Pundits have been scathing about Sun. So has the stock market. In his blog on March 2, Schwartz wrote that the company need do only three things: recruit developers, deliver compelling commercial offerings, and execute an effective selling/service connection between developers and commercial offerings.

Sun has a strong developer message, but it’s not knocking the ball out of the park. Sun has strong commercial products, but it’s not taking the world by storm. On the sales front, Sun certainly hasn’t delivered; even Schwartz calls it a “work in progress.”

That’s where the grown-ups come in. It’s time for a mature, business-centric company to take over Sun and its tremendous product and intellectual property portfolio—and turn them into a business.

Certification testers: Clean up your act
It’s easy for cheaters to obtain answers to IT certification tests.

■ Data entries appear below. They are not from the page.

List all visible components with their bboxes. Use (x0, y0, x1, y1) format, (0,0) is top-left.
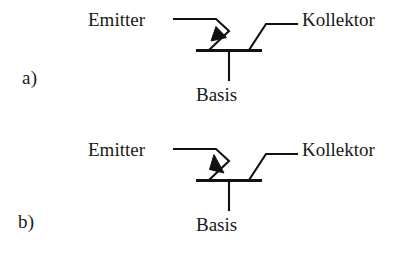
collector-lead-b (249, 154, 297, 180)
emitter-arrowhead-b (210, 155, 225, 174)
figure-a: a) Emitter Kollektor Basis (0, 0, 404, 129)
transistor-symbol-npn (0, 130, 404, 259)
emitter-arrowhead-a (211, 27, 227, 42)
figure-b: b) Emitter Kollektor Basis (0, 130, 404, 259)
collector-lead-a (249, 24, 297, 50)
transistor-symbol-pnp (0, 0, 404, 129)
emitter-lead-b (174, 149, 229, 180)
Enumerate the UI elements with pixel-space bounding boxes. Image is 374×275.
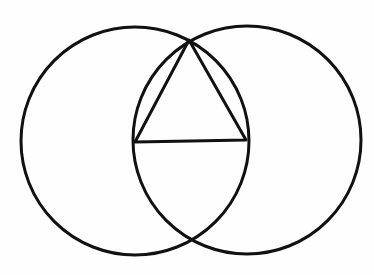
diagram-canvas [0, 0, 374, 275]
equilateral-triangle [135, 40, 246, 142]
vesica-piscis-diagram [0, 0, 374, 275]
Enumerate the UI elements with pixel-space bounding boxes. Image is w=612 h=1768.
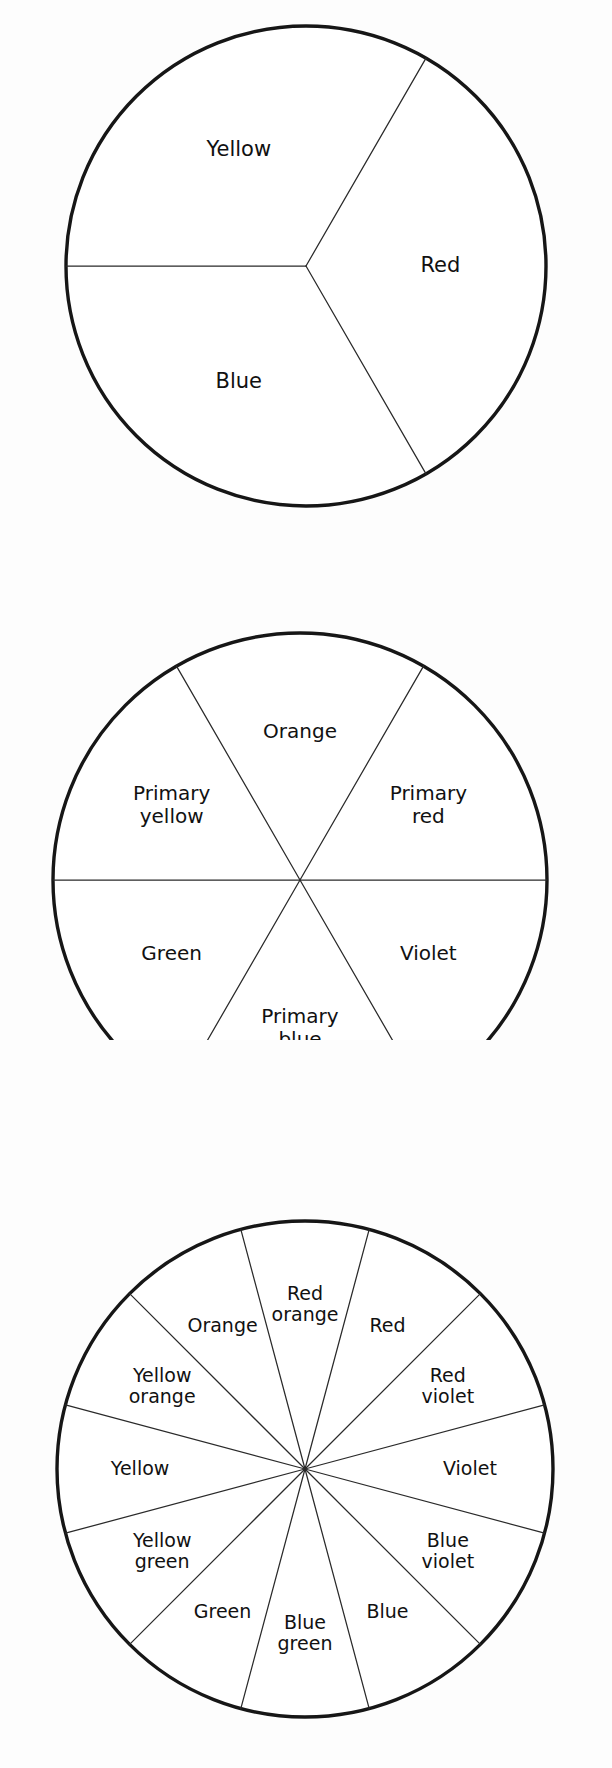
wheel-outline [53,633,547,1040]
wheel-segment-label: Green [194,1599,252,1621]
secondary-wheel-group: PrimaryredVioletPrimaryblueGreenPrimaryy… [53,633,547,1040]
wheel-segment-label: Yelloworange [129,1364,196,1407]
wheel-segment-label: Orange [187,1314,257,1336]
wheel-segment-label: Blueviolet [422,1528,475,1571]
wheel-segment-label: Primaryyellow [133,781,210,828]
tertiary-wheel-group: RedRedvioletVioletBluevioletBlueBluegree… [57,1221,553,1717]
wheel-segment-label: Blue [216,369,262,393]
wheel-segment-label: Red [369,1314,405,1336]
wheel-segment-label: Yellow [205,137,271,161]
wheel-segment-label: Yellowgreen [132,1528,192,1571]
color-wheel-page: RedBlueYellow PrimaryredVioletPrimaryblu… [0,0,612,1768]
wheel-segment-label: Orange [263,718,337,742]
wheel-segment-label: Yellow [110,1457,170,1479]
wheel-segment-label: Green [141,941,202,965]
tertiary-color-wheel-svg: RedRedvioletVioletBluevioletBlueBluegree… [0,1040,612,1768]
primary-color-wheel-figure: RedBlueYellow [0,0,612,520]
wheel-segment-label: Violet [443,1457,497,1479]
primary-wheel-group: RedBlueYellow [66,26,546,506]
secondary-color-wheel-svg: PrimaryredVioletPrimaryblueGreenPrimaryy… [0,520,612,1040]
wheel-segment-label: Bluegreen [278,1611,333,1654]
wheel-segment-label: Blue [366,1599,408,1621]
wheel-segment-label: Violet [400,941,457,965]
tertiary-color-wheel-figure: RedRedvioletVioletBluevioletBlueBluegree… [0,1040,612,1768]
primary-color-wheel-svg: RedBlueYellow [0,0,612,520]
secondary-color-wheel-figure: PrimaryredVioletPrimaryblueGreenPrimaryy… [0,520,612,1040]
wheel-segment-label: Red [420,253,460,277]
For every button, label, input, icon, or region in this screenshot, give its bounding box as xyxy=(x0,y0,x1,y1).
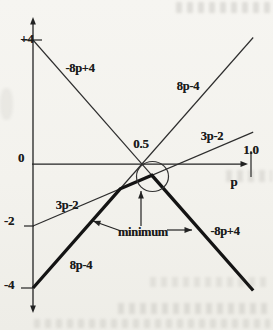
scanned-figure: +4 0 -2 -4 0.5 1.0 p -8p+4 8p-4 3p-2 3p-… xyxy=(0,0,273,330)
x-tick-label-1-0: 1.0 xyxy=(243,142,258,158)
y-axis-down-arrowhead xyxy=(30,306,36,314)
minimum-pointer-arrowhead xyxy=(93,221,101,227)
y-tick-label-neg2: -2 xyxy=(4,213,14,229)
minimum-pointer-arrowhead xyxy=(138,191,144,199)
series-line-8p-4 xyxy=(117,38,253,193)
minimum-pointer-arrowhead xyxy=(185,227,193,233)
line-label-neg8p4-upper: -8p+4 xyxy=(65,61,94,76)
minimum-annotation-label: minimum xyxy=(118,225,168,240)
x-axis-label-p: p xyxy=(231,174,238,190)
x-tick-label-0-5: 0.5 xyxy=(133,136,148,152)
line-label-8p4-lower: 8p-4 xyxy=(70,258,92,273)
y-tick-label-zero: 0 xyxy=(18,150,24,166)
figure-svg xyxy=(0,0,273,330)
line-label-8p4-upper: 8p-4 xyxy=(177,79,199,94)
y-tick-label-neg4: -4 xyxy=(4,277,14,293)
y-tick-label-plus4: +4 xyxy=(20,31,33,47)
line-label-3p2-left: 3p-2 xyxy=(56,198,78,213)
line-label-3p2-right: 3p-2 xyxy=(201,129,223,144)
line-label-neg8p4-lower: -8p+4 xyxy=(210,224,239,239)
y-axis-up-arrowhead xyxy=(30,17,36,25)
x-axis-arrowhead xyxy=(241,161,249,167)
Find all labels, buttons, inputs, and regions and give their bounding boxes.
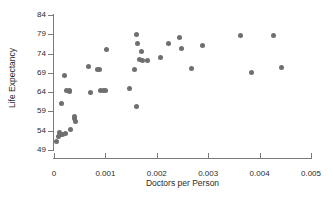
y-axis-tick-label: 59 [22,107,46,115]
data-point [279,65,284,70]
plot-area [54,15,311,150]
data-point [135,41,140,46]
data-point [62,73,67,78]
y-axis-title: Life Expectancy [7,33,17,123]
x-axis-tick-label-text: 0.002 [147,169,167,178]
y-axis-tick-label: 84 [22,11,46,19]
data-point [134,104,139,109]
x-axis-tick [105,153,106,159]
y-axis-tick-label-text: 74 [24,50,46,58]
data-point [68,127,73,132]
data-point [132,67,137,72]
data-point [145,58,150,63]
x-axis-line [53,158,312,159]
data-point [139,49,144,54]
data-point [59,101,64,106]
x-axis-tick [208,153,209,159]
y-axis-tick-label: 69 [22,69,46,77]
x-axis-tick-label-text: 0.004 [250,169,270,178]
data-point [67,89,72,94]
data-point [103,88,108,93]
data-point [54,139,59,144]
y-axis-tick-label: 49 [22,146,46,154]
data-point [134,32,139,37]
data-point [73,119,78,124]
y-axis-tick-label: 74 [22,50,46,58]
x-axis-tick-label-text: 0.003 [198,169,218,178]
data-point [158,55,163,60]
y-axis-tick-label-text: 54 [24,127,46,135]
y-axis-tick-label-text: 59 [24,107,46,115]
data-point [97,67,102,72]
data-point [88,90,93,95]
data-point [86,64,91,69]
x-axis-tick [54,153,55,159]
y-axis-tick-label-text: 49 [24,146,46,154]
y-axis-tick-label: 79 [22,30,46,38]
x-axis-title: Doctors per Person [54,178,311,188]
data-point [271,33,276,38]
x-axis-tick-label-text: 0.001 [95,169,115,178]
x-axis-tick [157,153,158,159]
data-point [189,66,194,71]
scatter-plot-chart: 4954596469747984 00.0010.0020.0030.0040.… [0,0,333,200]
data-point [127,86,132,91]
x-axis-tick-label-text: 0 [52,169,56,178]
x-axis-tick [311,153,312,159]
y-axis-tick-label-text: 69 [24,69,46,77]
y-axis-tick-label-text: 79 [24,30,46,38]
data-point [177,35,182,40]
data-point [104,47,109,52]
data-point [238,33,243,38]
data-point [249,70,254,75]
data-point [179,46,184,51]
data-point [166,41,171,46]
y-axis-tick-label-text: 84 [24,11,46,19]
y-axis-tick-label: 64 [22,88,46,96]
y-axis-tick-label-text: 64 [24,88,46,96]
y-axis-tick-label: 54 [22,127,46,135]
x-axis-tick-label-text: 0.005 [301,169,321,178]
data-point [63,131,68,136]
y-axis-tick [48,150,54,151]
x-axis-tick [260,153,261,159]
data-point [200,43,205,48]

The test industry must do a better job of policing itself, ensuring that its certifications have genuine value, demonstrate expertise, and reward hard work.

The firms that issue certification exams must perform the due diligence necessary to reduce cheating. Failing to do so robs the companies in whose names they’re issuing the tests. It also steals from the honest professionals who work hard to earn their certifications, and it makes a mockery of the organizations that rely upon those certifications to help screen job applicants, hire consultants and reward their employees to gaining certifications.

Answers to many certification tests can be found within minutes on the Web. A community of cheaters works endlessly to outwit the authorities.

Getting certified may not guarantee a job, but it will get a job applicant through the door. Certifications can also mean high pay. Put simply: It pays to cheat.

We’re not naïve. We know that testing companies make money from issuing tests. The more people take and pass those tests, the more money the testing companies make. Making the tests harder to cheat on will cost them more, both in added investment and in a reduced number of certifications issued.

Too bad. The value of a certification is measured only by its trustworthiness. Rampant cheating degrades the certification and harms the individuals and organizations that invest in taking the tests and using the certifications.

We call upon the test organizations to do whatever it takes to restore trust to their tests—including rotating their question pools more often, going after websites that trade in tests and answer sheets, and punishing test-takers who cheat by publishing their names and banning them from future tests.

And we call upon the companies in whose names many of these certifications are offered, like Microsoft, Cisco and IBM, to hold their test organizations to the highest possible standards. It’s time to behave with integrity.